What Happens on Your Team
The Solo Python Developer
Ships a Django or Flask app, sees it load once, and assumes it'll keep running. Doesn't realize a free app needs periodic renewal, or that a worker can crash and start returning 502s with no alert.
The real cost: The app is often the backend for something else — a bot, a mobile app, a client's site. When it goes down silently, every downstream thing breaks at once, and the developer is the last to know.
What they should have had: An external monitor on the live app URL that checks for a real 200 response, with instant alerts. It catches a disabled app, a crashed worker, or a hit resource limit the moment the app stops answering.
The Data Scientist / Researcher
Runs scheduled tasks and a small dashboard to share results. A scheduled task fails or the web app hits its CPU-seconds cap, and the dashboard goes stale or offline without warning.
The real cost: Stakeholders lose trust in a dashboard that's intermittently down or showing old data, and a failed scheduled job can break a data pipeline for days before anyone notices.
What they should have had: A monitor on the dashboard URL plus a heartbeat-style check, so both 'the page is down' and 'the data stopped updating' surface as alerts instead of surprises.
The Educator / Bootcamp
Uses PythonAnywhere so students can deploy without DevOps. A shared app or demo goes down mid-class, and the lesson stalls while everyone troubleshoots.
The real cost: Class time is expensive and hard to reclaim. A demo that's down during a session derails the lesson and undermines confidence in the deployment workflow being taught.
What they should have had: Monitors on the key demo and project URLs with alerts to the instructor, so an outage is known and addressed before it interrupts a live session.
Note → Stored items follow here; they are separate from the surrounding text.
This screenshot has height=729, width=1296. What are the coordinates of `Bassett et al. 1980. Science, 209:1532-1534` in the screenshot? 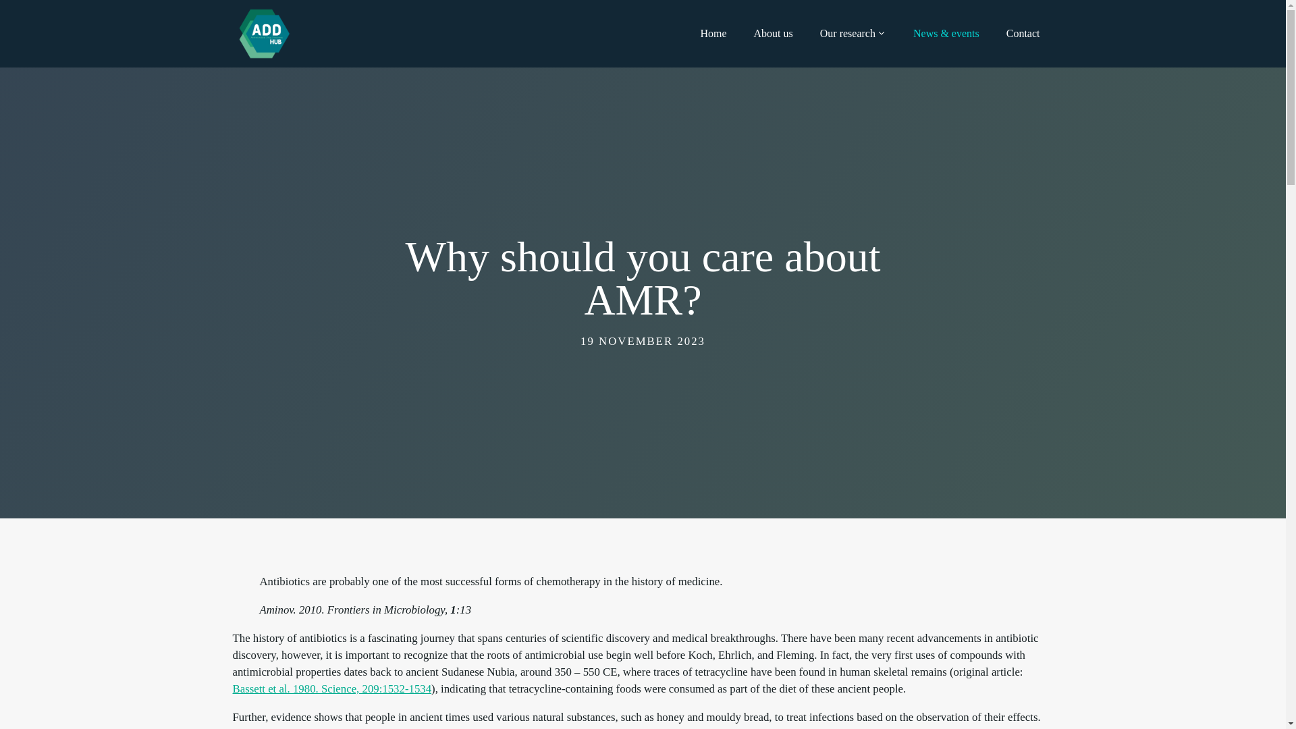 It's located at (331, 689).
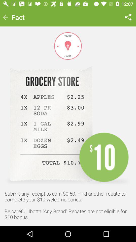 This screenshot has width=136, height=242. What do you see at coordinates (18, 17) in the screenshot?
I see `flip to the fact icon` at bounding box center [18, 17].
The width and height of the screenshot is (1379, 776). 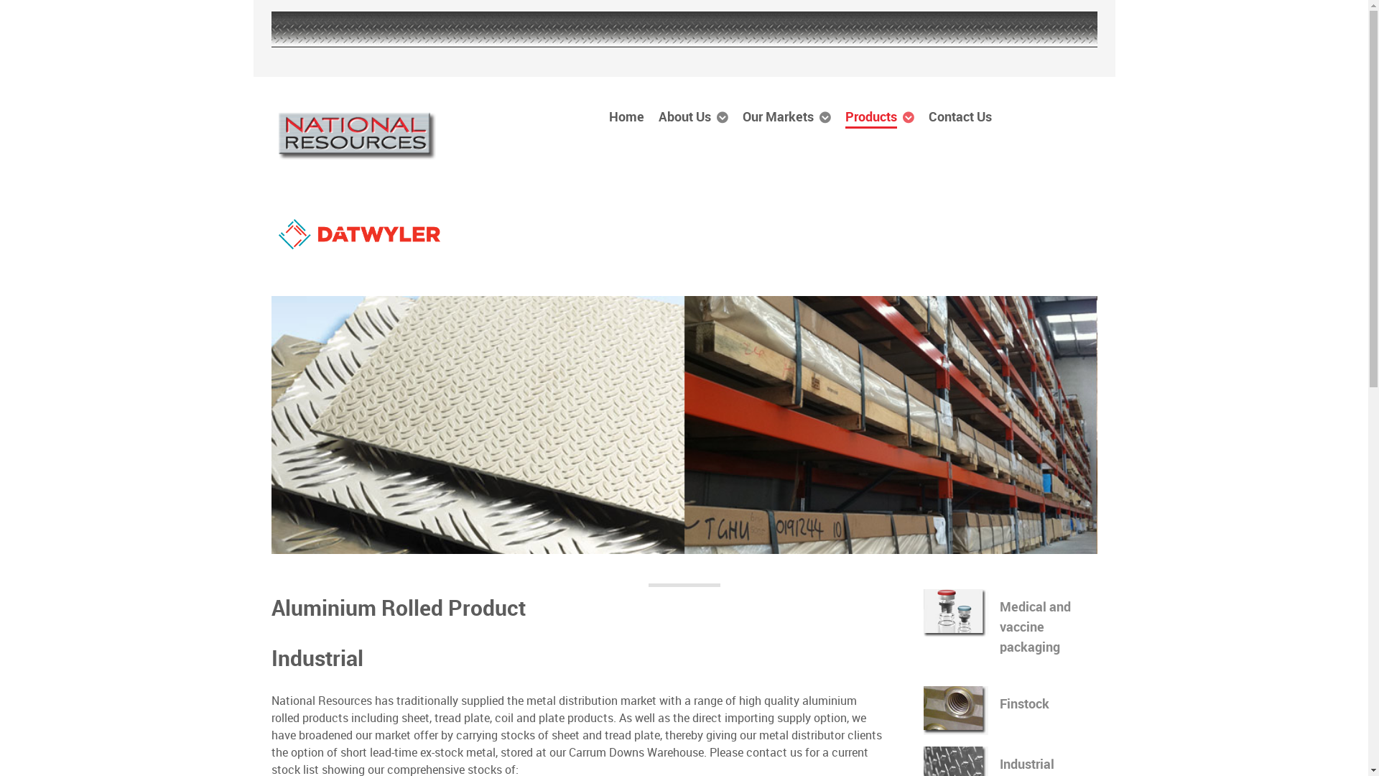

Why Monitor PythonAnywhere?
PythonAnywhere makes it easy to put a Python web app online, but 'online' is not the same as 'working'. Free apps are disabled if you don't click to renew them every few months, scheduled tasks can silently stop, and your web app can return a 502 when a worker crashes or you hit a CPU-seconds or resource limit. None of that triggers a notification from PythonAnywhere. If your Django or Flask app is the backend for something people depend on, an external monitor is the only thing that tells you it stopped responding — before your users do.
What to Monitor
yourusername.pythonanywhere.comYour web app's main URL — catches 502s, crashed workers, and disabled free appsyourusername.pythonanywhere.com/healthA lightweight health endpoint that confirms the app and its database are actually respondingyourcustomdomain.comYour custom domain, if mapped — catches SSL and domain-mapping failures separately from the appWhat You Should Actually Do
- 1Monitor your live app URL (yourusername.pythonanywhere.com) and confirm a 200 response — not just that the host pings — so 502s and crashed workers are caught
- 2If you're on the free tier, set a calendar reminder to renew before expiry, and let a monitor be your backstop if you miss it
- 3Add a dedicated /health endpoint that touches your database, so 'app up but DB down' is detected
- 4Monitor your custom domain separately if you've mapped one, to catch SSL and domain-mapping issues
- 5Watch response times — PythonAnywhere apps slow down as they approach CPU-seconds and resource limits, often before they fail outright
PythonAnywhere's Official Status Page
PythonAnywhere publishes real-time status at status.pythonanywhere.com. Monitoristic doesn't replace this — it complements it. The official page tells you when PythonAnywhere reports an issue. Your own monitor tells you when your connection is affected, often before the status page updates. You also get push alerts instead of checking a webpage manually.
The Takeaway
PythonAnywhere is one of the friendliest ways to get a Python app online, but it gives you almost no signal when that app stops working — a disabled free app, a crashed worker, or a hit resource limit all happen quietly. An external uptime monitor that checks for a real response is what turns 'I found out from an angry user' into 'I was alerted in 60 seconds'.